The Aeronaut taproom at Somernova has been running free Wednesday-night live music through a partnership with the Berklee Management Club, featuring Berklee student artists at 7 p.m. That programming ran through April 22, 2026. The point is that the corridor already had a functioning weekly night out before either of its most anticipated 2026 openings poured a single cover.

What Where When
Wildgrain Bakehouse Somernova, 29R Properzi Way Opened March 5, 2026
Post 1917 (steakhouse) Boynton Yards, 16-20 Medford St. Expected 2026
Aeronaut live music (Berklee series) Somernova taproom Weekly through April 22, 2026

The Established Squares Each Got One Move

Outside the Somernova corridor, the square-by-square updates are real but more contained.

Porter Square: Bonanza Bites & Cocktails opened at 282 Beacon St. in January 2026, taking over the address that R.F. O'Sullivan occupied for decades as a burger institution. Bonanza is a Latin American small-plates concept built around cocktails, with a menu that includes confit pork belly with ponzu and guava glaze, arepa sliders, and salmon tiradito. That's a sharp pivot from what the room was known for, and the fact that an operator committed to that lease rather than finding a blank space elsewhere is its own signal about how the Porter Square corridor reads right now.

Union Square: Backbar, the 14-year-old cocktail destination that trained a generation of Somerville drinkers, changed hands in January 2026. The bar remains open and the concept is intact, but the ownership transition closes one chapter for a place that has been part of Union Square's identity since before the Green Line arrived. Separately, Ebi Sushi is moving into a larger ground-floor space at 10 Prospect St. in Union Square and adding Dashizen, a ramen-focused concept, in the same building.

Ball Square: Chef Simona Sbano, who runs The Emporio Bakery in Stoneham, is opening Olivia's Kitchen at 711 Broadway, the former Taco Party space. Sbano trained with the Italian Chefs Association and opened The Emporio in 2023; Olivia's Kitchen is her second concept, described as upscale Italian.


What the Pattern Says

The initial phase of the $2 billion Union Square redevelopment is complete, per a March 2026 Somerville Redevelopment Authority update. That includes the Green Line station, which opened in 2022, and the conversion of the former D2 scrapyard into commercial space, housing, and open space. The Green Line is now four years into its effect on Union Square. The next phase of the USQ master plan is in motion, with plans for additional lab space, retail, and housing along Somerville Avenue.

The operators choosing Somernova and Boynton Yards are not avoiding Union Square because Union Square is weak. They are choosing a campus that offers something Union Square doesn't yet have at scale: a live-work community with a built-in daily population of founders, engineers, and staff who need places to eat, drink, and spend time without leaving the block. Wildgrain didn't open between Union and Porter because the real estate was cheap. It opened there because the customer was already there.

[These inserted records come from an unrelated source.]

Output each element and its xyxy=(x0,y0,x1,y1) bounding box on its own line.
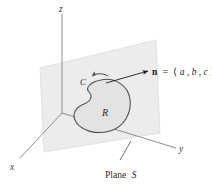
plane-label-leader xyxy=(120,141,131,160)
normal-vector-equals: = xyxy=(163,67,168,77)
z-axis-label: z xyxy=(58,4,63,14)
normal-vector-component-a: a xyxy=(180,67,185,77)
normal-vector-close-bracket: ⟩ xyxy=(211,67,212,77)
plane-s-label: Plane S xyxy=(105,169,136,180)
x-axis-label: x xyxy=(9,162,15,172)
plane-s-label-symbol: S xyxy=(131,169,136,180)
region-r-label: R xyxy=(101,107,108,118)
normal-vector-component-c: c xyxy=(204,67,209,77)
normal-vector-open-bracket: ⟨ xyxy=(173,67,177,77)
plane-label-leader-line xyxy=(120,141,131,160)
normal-vector-symbol: n xyxy=(152,67,158,77)
plane-s-label-word: Plane xyxy=(105,170,126,180)
vector-figure: z x y C R Plane S n = ⟨ a , b , c ⟩ xyxy=(0,0,212,185)
figure-container: z x y C R Plane S n = ⟨ a , b , c ⟩ xyxy=(0,0,212,185)
curve-c-label: C xyxy=(80,77,87,87)
normal-vector-label: n = ⟨ a , b , c ⟩ xyxy=(152,67,212,77)
normal-vector-component-b: b xyxy=(192,67,197,77)
y-axis-label: y xyxy=(178,144,184,154)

For residents, the practical read is this: the eating and drinking map of Somerville in 2026 has a new center of gravity that most square-by-square guides haven't caught up to yet. Davis Square is fighting for its character. Union Square is still absorbing what it became. The ground between them is where the next version of the city is being built.


Jerome Bibuld and the Red Tree Real Estate team work across Somerville and Greater Boston, with deep experience in multi-unit and investment properties alongside owner-occupant purchases. If you want a direct conversation about what's happening in this market, schedule a free consultation.